Computational Analysis of Digitized Images from the Roman de la Rose Digital Library

Computational Analysis of Digitized Images from the Roman de la Rose Digital Library

Association for Computers and the Humanities
Pittsburgh, PA
July 23-26, 2019

Proposal

The Roman de la Rose Digital Library (RDL) (https://dlmm.library.jhu.edu/en/romandelarose/) serves as a resource for the study of the most popular secular work of the European Middle Ages by providing access to 146 digitized manuscripts in IIIF format and with additional datasets describing the manuscripts in the corpus. I have been working with RDL data to create an interactive visualization platform for exploring codicological and location information. This next phase of the project employs computational image analysis to explore the digitized images themselves in conjunction with and in comparison to the codicological data provided by the RDL. Applying new methods to this corpus will open new avenues of research for medieval studies scholars interested in the history of the book, illustration transmission, and more. 

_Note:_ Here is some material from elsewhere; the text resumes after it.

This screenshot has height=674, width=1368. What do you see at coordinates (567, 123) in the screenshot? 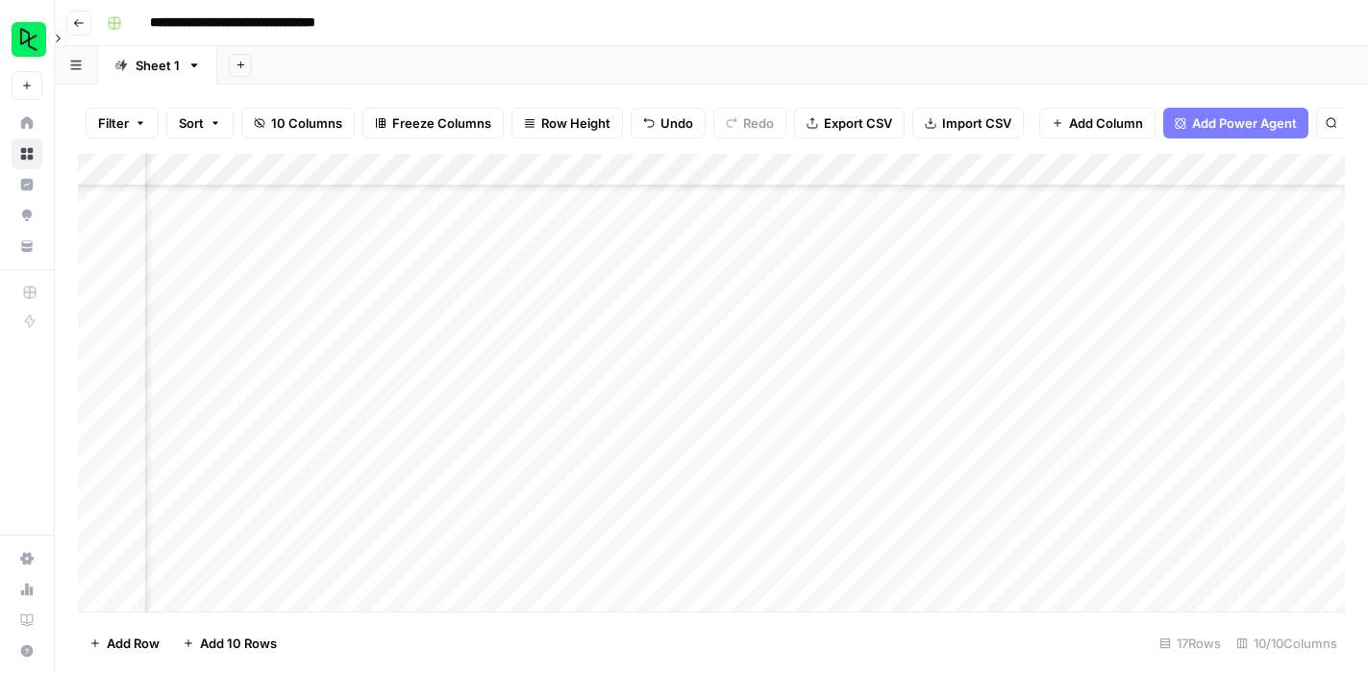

I will use Imageplot software (http://lab.softwarestudies.com/p/imageplot.html) to explore issues of image saturation and brightness. Such calculations will be put in comparison with the codicological dataset provided by the RDL. One would expect manuscripts with a higher median brightness to reflect manuscripts with larger borders and/or to have few to no illustrations, for example. Finding evidence to challenge or support codicological analysis will further research understandings of this well-studied corpus. 

The Distant Viewing Toolkit (https://www.distantviewing.org/) (DVT) will allow analysis of facial and object detection across the digitized manuscripts in the corpus that have at least one illustration. The RDL has datasets of Illustration Titles and Narrative Sections, providing insight into characters and their frequency across the many variations of the corpus. Bringing the RDL datasets into comparison with algorithmic analysis of characters may reveal new understandings of the consistency of figures in illustrations.

On the whole, this work seeks to bring a robust dataset of digitized manuscript images into contact with multiple image analysis approaches to test their use in medieval manuscript analysis. I hope to spark new conversations among medieval studies scholars, historians of the book, art historians, and scholars interested in computer vision and computational image analysis.